In our paper, for the first time, we present the physical intuition behind the predictable kind of breakup and formulate a model, providing a set of design rules for material processing, yielding the desired in-fiber architectures. With my team at FAMES Lab and our collaborators from Applied Mathematics and Mechanical Engineering at MIT, we tested the model and its validity limitations both experimentally and from ab-initio.

Figure 2. The Ordered Breakup: 280 µm thick silica fiber in which 4 µm Si core breaks up into an array of spheres when fed at 10 µm/sec through a hydrogen-oxygen flame resulting from an H2 flow of 0.3 l/min and O2 flow of 0.2 l/min through a 0.5 mm-orifice torch tip.

We call it the Axial Viscosity Gradient Instability Model (AVG-IM). Given the temperature profile of the liquefaction zone, the feed speed of the fiber through that zone, the fiber dimensions, and material composition, AVG-IM defines the conditions in which the breakup will be predictable, allowing us to design the breakup period and location, and not less importantly, suggest technological recipes for integrated circuits manufacturing in multilateral fibers, using AVG-IM as a design framework.

In the conditions where AVG-IM is valid, the breakup yields a structure that looks like a perfectionist's dream: you feed the fiber through the liquefaction zone, where the magic happens, and you get out a perfectly ordered structure of discrete fiber-embedded architectural entities, like in Figure 2.

AVG-IM is valuable not only technologically. Looking broader, it enables an experimental decomposition of a continuous spectrum of all the possible capillary instabilities in viscous co-flowing fluids into individual predictable components. Thus, just as quantum simulators are used to calculate molecular-level dynamics of many-body systems, by capturing the evolution of the Hamiltonian equivalent to that of the simulated process, AVG-IM potentially positions the multimaterial fiber as a generalized physical solver of computationally heavy Navier-Stokes fluid dynamics equations.

Please sign in or register for FREE

If you are a registered user on Research Communities by Springer Nature, please sign in

Follow the Topic

Physics and Astronomy
Physical Sciences > Physics and Astronomy

Related Collections

With collections, you can get published faster and increase your visibility.

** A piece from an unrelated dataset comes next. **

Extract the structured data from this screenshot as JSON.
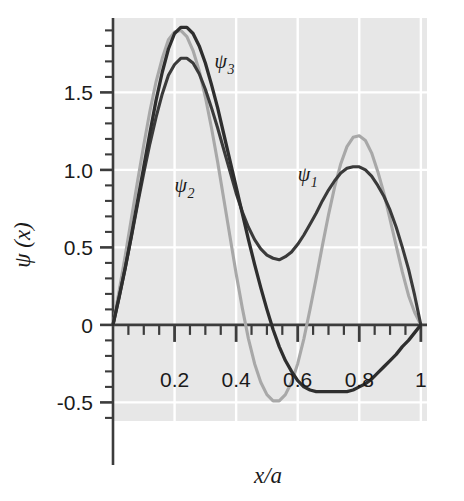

Advances in catalytic hydrogen evolution

This collection encourages submissions related to hydrogen evolution catalysis, particularly where hydrogen gas is the primary product. This is a cross-journal partnership between the Energy Materials team at Nature Communications with Communications Chemistry, Communications Engineering, Communications Materials, and Scientific Reports. We seek studies covering a range of perspectives including materials design & development, catalytic performance, or underlying mechanistic understanding. Other works focused on potential applications and large-scale demonstration of hydrogen evolution are also welcome.

Publishing Model: Open Access

Deadline: Sep 30, 2024

Cancer epigenetics

With this cross-journal Collection, the editors at Nature Communications, Communications Biology, Communications Medicine, and Scientific Reports invite submissions covering the breadth of research carried out in the field of cancer epigenetics. We will highlight studies aiming at the improvement of our understanding of the epigenetic mechanisms underlying cancer initiation, progression, response to therapy, metastasis and tumour plasticity as well as findings that have the potential to be translated into the clinic.